With boot strapping at least you can de risk with consulting/freelancing. And I think with the new generation of software development tools it’s much easier to validate the core business problems without grinding out code for weeks on end.
We don't get many kids coming to the house on Halloween. Only two this year. We buy this big bag of candy at Costco, and we always end up with a lot of extra, and my kids end up sitting and eating it. Not great.
I might get this with ui/styling experimentation. But shouldn’t devs have an idea of what they’re building - the specific building blocks, logical, and data flows - before you prompt? I couldn’t imagine getting three different one shot attempts at an implementation and having to validate and read through each one.
Not everything will work the first time. You could try 3 approaches and immediately discard the ones that don't pass tests. (Which is likely to be 1-2 of them)
You’re on the mark - this is the real challenge in software development. Not building software, but building software that actually accomplished the business objective. Unless of course you’re just coding for other reasons besides profit.
This is, IMO, a leadership-level problem. You'll always (hopefully) have an engineering manager or staff-level engineer capable of keeping the dev team in check.
I say it's a leadership problem because "partnering with X", "getting Y to market first", and "Z fits our current... strategy" seem to take precedence over what customers really ask for and what engineering is suggesting actually works.
I've frequently had points in my career where this is just life. It comes down to planning when you do which tasks. I'm absolutely not at peak decision making capacity, but sometimes you aren't making decisions, just executing on work that takes time.
Meh, it's kind of a silly name, sure, but it's one of the few distros backed by an actual vendor (System76) who isn't just trying to sucker you into buying something. As a result it has a nice level of polish and function.
I like macOS fine, I have been using Macs since 1984 (though things like SIP grate).
Why does SIP grate? For
my work machines I really want features like SIP to prevent fuckups and malware (especially considering how much code a random rust or node application pulls in).
For tinkering machines and servers and stuff of course that’s a different story..
Which phone brand did you use where it was falling apart after a year? The rest of your comment sounds like you're saying you preferred the iPhone because it takes the option of customizability away from you entirely, instead of simply sticking to the level of customization on Android that worked for you.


_Directions_: Transcribe only the lines from the one containing "Localize all elements." through the final line of the entries below, exactly, and exclude the pictures.

_Records for this exercise_:
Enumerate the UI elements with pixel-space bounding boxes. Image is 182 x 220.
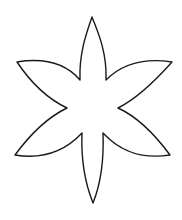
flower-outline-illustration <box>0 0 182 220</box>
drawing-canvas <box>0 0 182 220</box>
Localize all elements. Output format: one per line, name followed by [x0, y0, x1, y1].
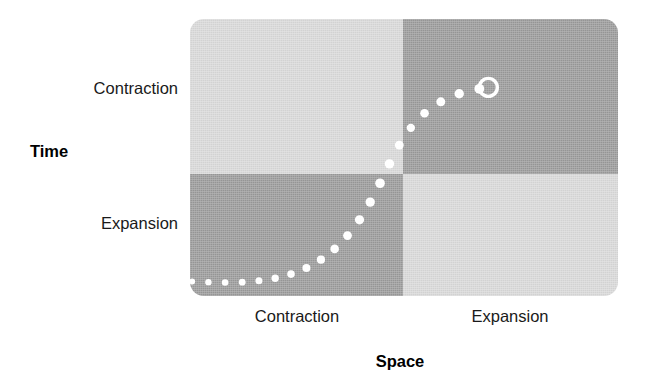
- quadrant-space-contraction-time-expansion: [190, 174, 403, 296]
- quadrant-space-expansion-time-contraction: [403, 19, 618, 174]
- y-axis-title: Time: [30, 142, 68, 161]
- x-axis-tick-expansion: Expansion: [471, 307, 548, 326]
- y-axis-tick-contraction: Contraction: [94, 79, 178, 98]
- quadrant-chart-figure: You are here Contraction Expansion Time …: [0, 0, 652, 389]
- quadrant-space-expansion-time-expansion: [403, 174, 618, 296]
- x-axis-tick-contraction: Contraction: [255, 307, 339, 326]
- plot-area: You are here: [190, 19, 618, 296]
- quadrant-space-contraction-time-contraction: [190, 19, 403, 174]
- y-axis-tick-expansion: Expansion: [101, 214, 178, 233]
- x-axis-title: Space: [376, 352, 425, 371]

_Result below_:
Localize all elements. Output format: one per line, name followed by [x0, y0, x1, y1].
- quadrant-space-contraction-time-expansion: [190, 174, 403, 296]
- quadrant-space-expansion-time-contraction: [403, 19, 618, 174]
- y-axis-title: Time: [30, 142, 68, 161]
- x-axis-tick-expansion: Expansion: [471, 307, 548, 326]
- y-axis-tick-contraction: Contraction: [94, 79, 178, 98]
- quadrant-chart-figure: You are here Contraction Expansion Time …: [0, 0, 652, 389]
- quadrant-space-expansion-time-expansion: [403, 174, 618, 296]
- x-axis-tick-contraction: Contraction: [255, 307, 339, 326]
- plot-area: You are here: [190, 19, 618, 296]
- quadrant-space-contraction-time-contraction: [190, 19, 403, 174]
- y-axis-tick-expansion: Expansion: [101, 214, 178, 233]
- x-axis-title: Space: [376, 352, 425, 371]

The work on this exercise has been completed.